For Hannah of @thatstonecottage, renovation has unfolded slowly around full-time work and raising three young children, with progress made after bedtime and weekends, and trades drafted in for specialist jobs. “It took us four years to break ground on the extension - we actually went through planning permission twice as we realised we couldn’t afford the cost of our first design after prices went crazy”. Her biggest lesson? Always sense-check costs before submitting plans, and don’t rush the design.

(Image credit: @oldschoolrenovation_)

After falling in love with a dilapidated former primary school in the Scottish countryside back in 2014, Gemma of @oldschoolrenovation_ quickly realised that without deep pockets or full project management, a renovation like this would take far more than she ever imagined: not just time and money, but also motivation, headspace and emotional resilience. Now ten years in and still going, she says the biggest lesson has been learning to compromise, adapt, and live alongside the unfinished, rather than racing toward an unrealistic end point. “Knowing the building will live on for generations to come has made every delay and detour worth it”.
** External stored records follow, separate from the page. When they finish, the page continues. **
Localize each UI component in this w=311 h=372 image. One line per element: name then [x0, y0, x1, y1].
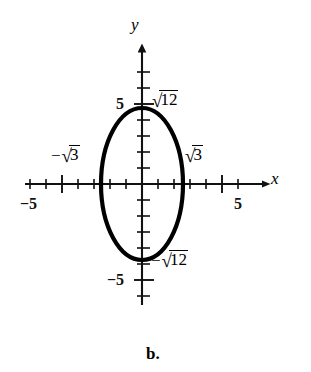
sqrt-symbol-group: √12 — [152, 90, 178, 109]
figure-caption: b. — [146, 345, 160, 362]
coordinate-plane-plot — [0, 0, 311, 372]
y-tick-label-positive-5: 5 — [116, 96, 124, 112]
annotation-sqrt3-positive: √3 — [185, 145, 203, 164]
x-tick-label-positive-5: 5 — [234, 196, 242, 212]
y-axis-label: y — [131, 16, 139, 33]
x-tick-label-negative-5: −5 — [20, 196, 37, 212]
x-axis-label: x — [271, 170, 279, 187]
minus-sign: − — [51, 147, 62, 164]
minus-sign: − — [151, 252, 162, 269]
radicand-value: 3 — [192, 145, 203, 163]
y-tick-label-negative-5: −5 — [107, 272, 124, 288]
annotation-sqrt3-negative: −√3 — [51, 145, 80, 164]
annotation-sqrt12-positive: √12 — [152, 90, 178, 109]
radicand-value: 12 — [159, 90, 178, 108]
radicand-value: 12 — [169, 250, 188, 268]
sqrt-symbol-group: √3 — [62, 145, 80, 164]
x-axis-group — [25, 175, 262, 193]
sqrt-symbol-group: √3 — [185, 145, 203, 164]
annotation-sqrt12-negative: −√12 — [151, 250, 188, 269]
figure-container: y x 5 −5 −5 5 √12 −√12 −√3 √3 b. — [0, 0, 311, 372]
sqrt-symbol-group: √12 — [162, 250, 188, 269]
radicand-value: 3 — [69, 145, 80, 163]
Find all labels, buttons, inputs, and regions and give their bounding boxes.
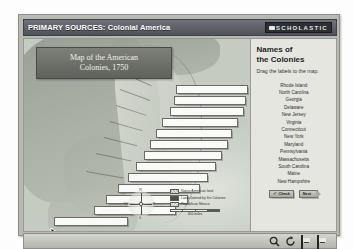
compass-rose-icon: N S E W bbox=[128, 191, 154, 217]
scholastic-logo: SCHOLASTIC bbox=[265, 22, 333, 33]
map-canvas[interactable]: Map of the American Colonies, 1750 bbox=[24, 39, 251, 231]
arrow-pointer-icon bbox=[50, 227, 63, 231]
colony-label-massachusetts[interactable]: Massachusetts bbox=[257, 156, 332, 163]
notebook-icon[interactable] bbox=[317, 236, 328, 247]
colony-label-pennsylvania[interactable]: Pennsylvania bbox=[257, 148, 332, 155]
panel-instruction: Drag the labels to the map. bbox=[257, 68, 332, 75]
drop-target[interactable] bbox=[144, 151, 222, 160]
colony-label-georgia[interactable]: Georgia bbox=[257, 96, 332, 103]
magnify-icon[interactable] bbox=[269, 236, 280, 247]
colony-label-new-york[interactable]: New York bbox=[257, 133, 332, 140]
title-secondary: Colonial America bbox=[108, 23, 171, 32]
legend-swatch-colonies bbox=[170, 196, 179, 201]
print-icon[interactable] bbox=[301, 236, 312, 247]
colony-label-delaware[interactable]: Delaware bbox=[257, 104, 332, 111]
title-bar: PRIMARY SOURCES: Colonial America SCHOLA… bbox=[23, 19, 337, 36]
bottom-toolbar bbox=[23, 233, 337, 249]
drop-target[interactable] bbox=[128, 173, 208, 182]
panel-button-row: ✓ Check Next bbox=[257, 190, 332, 198]
brand-label: SCHOLASTIC bbox=[276, 25, 328, 31]
drop-target[interactable] bbox=[136, 162, 216, 171]
colony-label-virginia[interactable]: Virginia bbox=[257, 119, 332, 126]
next-button[interactable]: Next bbox=[299, 190, 318, 198]
colony-label-connecticut[interactable]: Connecticut bbox=[257, 126, 332, 133]
legend-item: Republican Mexico bbox=[170, 202, 244, 207]
drop-target[interactable] bbox=[162, 118, 238, 127]
book-glyph-icon bbox=[269, 26, 275, 30]
drop-target[interactable] bbox=[174, 96, 246, 105]
page-title: PRIMARY SOURCES: Colonial America bbox=[28, 23, 170, 32]
map-scale-bar: 400 miles bbox=[170, 209, 244, 216]
colony-label-new-hampshire[interactable]: New Hampshire bbox=[257, 178, 332, 185]
scale-bar-label: 400 miles bbox=[170, 212, 220, 216]
panel-heading: Names of the Colonies bbox=[257, 45, 332, 64]
colony-label-new-jersey[interactable]: New Jersey bbox=[257, 111, 332, 118]
colony-label-rhode-island[interactable]: Rhode Island bbox=[257, 82, 332, 89]
content-area: Map of the American Colonies, 1750 bbox=[23, 38, 337, 232]
map-title-line1: Map of the American bbox=[70, 53, 138, 63]
screenshot-root: PRIMARY SOURCES: Colonial America SCHOLA… bbox=[0, 0, 354, 249]
colony-label-north-carolina[interactable]: North Carolina bbox=[257, 89, 332, 96]
panel-heading-line2: the Colonies bbox=[257, 55, 332, 65]
legend-swatch-native bbox=[170, 189, 179, 194]
map-title-banner: Map of the American Colonies, 1750 bbox=[36, 47, 172, 79]
compass-s: S bbox=[139, 215, 141, 220]
compass-n: N bbox=[139, 187, 142, 192]
application-frame: PRIMARY SOURCES: Colonial America SCHOLA… bbox=[18, 14, 340, 236]
drop-target[interactable] bbox=[170, 107, 244, 116]
check-answers-button[interactable]: ✓ Check bbox=[269, 190, 293, 198]
legend-label: Land claimed by the Colonies bbox=[181, 196, 225, 201]
drop-target[interactable] bbox=[54, 217, 128, 226]
title-primary: PRIMARY SOURCES: bbox=[28, 23, 105, 32]
check-button-label: Check bbox=[278, 192, 289, 196]
next-button-label: Next bbox=[303, 192, 311, 196]
map-legend: Native American land Land claimed by the… bbox=[170, 189, 244, 216]
legend-label: Republican Mexico bbox=[181, 202, 210, 207]
drop-target[interactable] bbox=[156, 129, 232, 138]
colony-label-list: Rhode Island North Carolina Georgia Dela… bbox=[257, 82, 332, 186]
compass-w: W bbox=[124, 201, 128, 206]
colony-label-south-carolina[interactable]: South Carolina bbox=[257, 163, 332, 170]
legend-swatch-other bbox=[170, 202, 179, 207]
reload-icon[interactable] bbox=[285, 236, 296, 247]
compass-e: E bbox=[153, 201, 155, 206]
map-title-line2: Colonies, 1750 bbox=[80, 63, 128, 73]
colony-label-maryland[interactable]: Maryland bbox=[257, 141, 332, 148]
side-panel: Names of the Colonies Drag the labels to… bbox=[251, 39, 337, 231]
colony-label-maine[interactable]: Maine bbox=[257, 170, 332, 177]
legend-item: Land claimed by the Colonies bbox=[170, 196, 244, 201]
legend-item: Native American land bbox=[170, 189, 244, 194]
checkmark-icon: ✓ bbox=[273, 192, 277, 196]
drop-target[interactable] bbox=[150, 140, 228, 149]
panel-heading-line1: Names of bbox=[257, 45, 332, 55]
legend-label: Native American land bbox=[181, 189, 213, 194]
drop-target[interactable] bbox=[176, 85, 248, 94]
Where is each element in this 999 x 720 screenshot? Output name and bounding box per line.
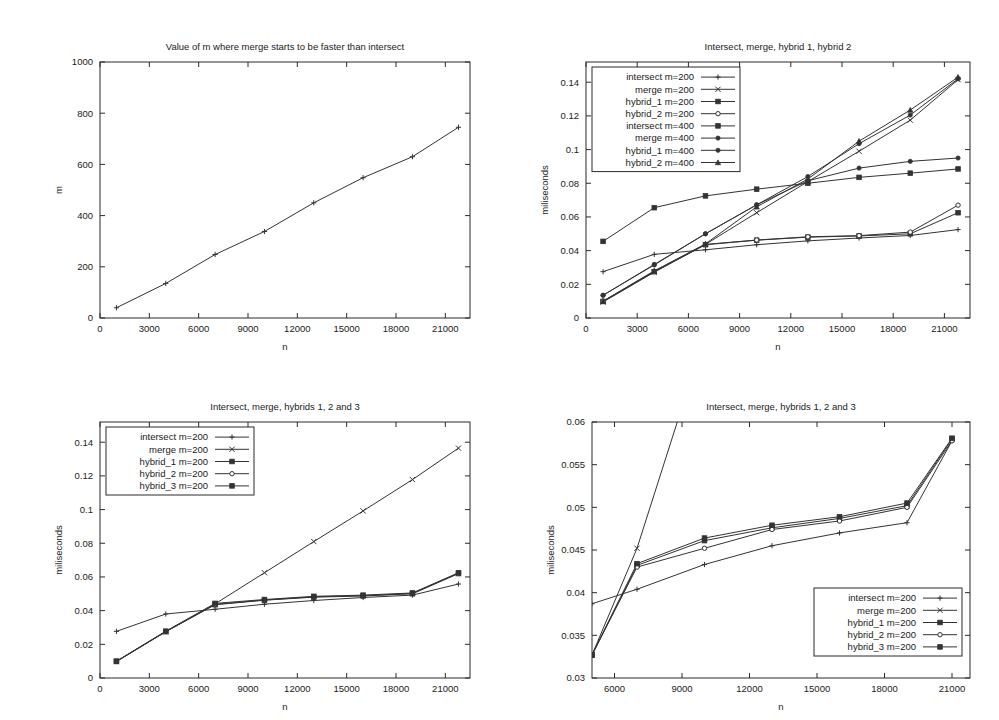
chart-panel-crossover: Value of m where merge starts to be fast… (0, 0, 500, 360)
marker-plus (702, 562, 707, 567)
marker-plus (634, 587, 639, 592)
legend-label: hybrid_3 m=200 (848, 641, 916, 652)
marker-square (262, 597, 267, 602)
marker-square (702, 536, 707, 541)
marker-plus (114, 305, 119, 310)
legend-label: merge m=200 (635, 84, 694, 95)
y-tick-label: 0.12 (75, 470, 94, 481)
marker-circle-open (806, 235, 810, 239)
marker-square (635, 561, 640, 566)
chart-title: Intersect, merge, hybrids 1, 2 and 3 (210, 401, 359, 412)
marker-plus (114, 629, 119, 634)
marker-cross (634, 546, 639, 551)
x-tick-label: 0 (97, 683, 102, 694)
marker-square (590, 653, 595, 658)
legend-label: hybrid_1 m=400 (626, 145, 694, 156)
marker-square (938, 645, 943, 650)
marker-plus (955, 227, 960, 232)
y-tick-label: 200 (77, 261, 93, 272)
series-line (116, 574, 458, 662)
y-tick-label: 0.04 (75, 605, 94, 616)
marker-square (938, 620, 943, 625)
chart-svg-4: Intersect, merge, hybrids 1, 2 and 30.03… (499, 360, 999, 720)
y-tick-label: 0.02 (75, 639, 94, 650)
marker-circle-open (754, 238, 758, 242)
chart-legend: intersect m=200merge m=200hybrid_1 m=200… (814, 588, 962, 656)
marker-square (770, 523, 775, 528)
y-tick-label: 800 (77, 108, 93, 119)
y-tick-label: 0.045 (561, 544, 585, 555)
marker-circle-open (956, 203, 960, 207)
marker-circle-open (230, 472, 234, 476)
marker-circle (716, 136, 720, 140)
marker-circle-open (908, 230, 912, 234)
marker-circle (703, 232, 707, 236)
marker-circle-open (857, 233, 861, 237)
x-tick-label: 9000 (237, 683, 258, 694)
x-tick-label: 3000 (627, 323, 648, 334)
marker-circle (601, 293, 605, 297)
x-tick-label: 9000 (729, 323, 750, 334)
marker-circle-open (837, 519, 841, 523)
y-axis-label: miliseconds (539, 165, 550, 215)
marker-triangle (908, 107, 913, 112)
legend-label: hybrid_1 m=200 (626, 96, 694, 107)
marker-square (652, 205, 657, 210)
marker-square (361, 593, 366, 598)
marker-cross (311, 539, 316, 544)
y-tick-label: 0.02 (561, 279, 580, 290)
marker-square (905, 501, 910, 506)
marker-square (716, 124, 721, 129)
x-tick-label: 9000 (237, 323, 258, 334)
chart-legend: intersect m=200merge m=200hybrid_1 m=200… (592, 67, 740, 172)
chart-panel-hybrid12: Intersect, merge, hybrid 1, hybrid 200.0… (499, 0, 999, 360)
y-tick-label: 0.12 (561, 110, 580, 121)
series-6 (601, 156, 960, 297)
y-tick-label: 0.14 (561, 77, 580, 88)
x-tick-label: 15000 (804, 683, 830, 694)
x-tick-label: 12000 (284, 683, 310, 694)
marker-square (837, 514, 842, 519)
y-tick-label: 0.06 (561, 211, 580, 222)
marker-cross (262, 570, 267, 575)
y-tick-label: 0.035 (561, 630, 585, 641)
y-tick-label: 0.04 (561, 245, 580, 256)
x-axis-label: n (282, 341, 287, 352)
marker-triangle (856, 139, 861, 144)
series-0 (589, 438, 954, 606)
y-tick-label: 600 (77, 159, 93, 170)
x-tick-label: 6000 (678, 323, 699, 334)
marker-circle-open (702, 546, 706, 550)
y-tick-label: 0.1 (80, 504, 93, 515)
marker-plus (904, 520, 909, 525)
series-2 (114, 571, 461, 664)
series-2 (601, 210, 961, 303)
marker-circle (857, 166, 861, 170)
legend-label: intersect m=200 (140, 431, 208, 442)
marker-plus (163, 281, 168, 286)
marker-circle-open (905, 505, 909, 509)
x-tick-label: 15000 (333, 683, 359, 694)
marker-square (754, 187, 759, 192)
x-tick-label: 6000 (188, 323, 209, 334)
marker-plus (703, 247, 708, 252)
marker-plus (652, 252, 657, 257)
chart-panel-hybrid123: Intersect, merge, hybrids 1, 2 and 300.0… (0, 360, 500, 720)
chart-svg-2: Intersect, merge, hybrid 1, hybrid 200.0… (499, 0, 999, 360)
x-axis-label: n (778, 701, 783, 712)
y-tick-label: 0 (88, 312, 93, 323)
marker-square (230, 484, 235, 489)
marker-plus (163, 611, 168, 616)
x-axis-label: n (282, 701, 287, 712)
x-tick-label: 21000 (931, 323, 957, 334)
legend-label: hybrid_2 m=400 (626, 157, 694, 168)
legend-label: hybrid_1 m=200 (140, 456, 208, 467)
x-tick-label: 12000 (284, 323, 310, 334)
marker-plus (456, 125, 461, 130)
marker-plus (213, 252, 218, 257)
legend-label: merge m=400 (635, 132, 694, 143)
marker-square (956, 167, 961, 172)
marker-circle (716, 148, 720, 152)
marker-cross (908, 118, 913, 123)
marker-circle (652, 262, 656, 266)
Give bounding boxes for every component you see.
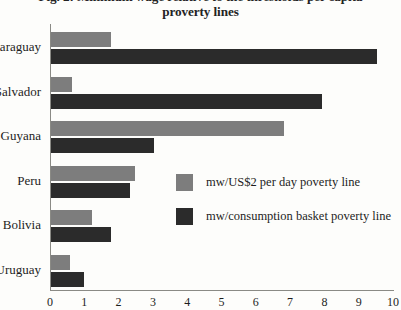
x-tick-0: 0 [38, 295, 62, 310]
bar [51, 121, 284, 136]
x-tick-4: 4 [175, 295, 199, 310]
category-label-paraguay: Paraguay [0, 39, 41, 55]
bar [51, 255, 70, 270]
chart-title-line-2: proverty lines [0, 4, 401, 19]
bar [51, 138, 154, 153]
chart-title: Fig. 2: Minimum wage relative to the thr… [0, 0, 401, 19]
bar [51, 32, 111, 47]
x-tick-7: 7 [278, 295, 302, 310]
bar [51, 77, 72, 92]
bar [51, 94, 322, 109]
category-label-bolivia: Bolivia [3, 217, 41, 233]
legend-label: mw/US$2 per day poverty line [206, 175, 360, 190]
legend-swatch-icon [176, 208, 193, 225]
x-tick-3: 3 [141, 295, 165, 310]
x-tick-2: 2 [107, 295, 131, 310]
x-tick-10: 10 [381, 295, 401, 310]
x-axis-line [50, 290, 394, 291]
bar [51, 272, 84, 287]
legend-swatch-icon [176, 174, 193, 191]
x-tick-8: 8 [312, 295, 336, 310]
bar [51, 183, 130, 198]
category-label-el-salvador: El Salvador [0, 84, 41, 100]
figure-container: Fig. 2: Minimum wage relative to the thr… [0, 0, 401, 310]
bar [51, 227, 111, 242]
plot-area: ParaguayEl SalvadorGuyanaPeruBoliviaUrug… [50, 24, 394, 291]
legend-item: mw/US$2 per day poverty line [176, 174, 391, 191]
legend-item: mw/consumption basket poverty line [176, 208, 391, 225]
bar [51, 49, 377, 64]
bar [51, 210, 92, 225]
x-tick-6: 6 [244, 295, 268, 310]
legend-label: mw/consumption basket poverty line [206, 209, 391, 224]
x-tick-9: 9 [347, 295, 371, 310]
chart-legend: mw/US$2 per day poverty linemw/consumpti… [176, 174, 391, 242]
x-tick-5: 5 [210, 295, 234, 310]
bar [51, 166, 135, 181]
category-label-guyana: Guyana [1, 128, 41, 144]
x-tick-1: 1 [72, 295, 96, 310]
category-label-peru: Peru [17, 173, 41, 189]
category-label-uruguay: Uruguay [0, 262, 41, 278]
(Image credit: @coachhouse_to_coachhome)

Last but not least, Sophie of @coachhouse_to_coachhome fell for a semi-derelict 1880s coachhouse in May 2021, undeterred when the previous owners walked away saying “not for us.” A project that was supposed to take 6–9 months is still ongoing years later, with unfinished rooms and missing skirting boards. Renovation, she says, is not for the faint of heart: behind every polished Instagram “after” photo is blood, sweat, tears, and countless weekends lost. Her advice is to picture the 14 hour shifts, missed social life, and emotional rollercoaster ahead - then decide if you’re a little bit insane enough for it!

Renovations rarely happen as quickly, or as perfectly, as they look online. Behind every flawless Instagram reveal is dust, delays, and countless tough decisions that end up deleted during edits. In 2026, I’m choosing to stop measuring my home against highlight reels and instead enjoy the process, the progress, and the imperfections that make it truly mine.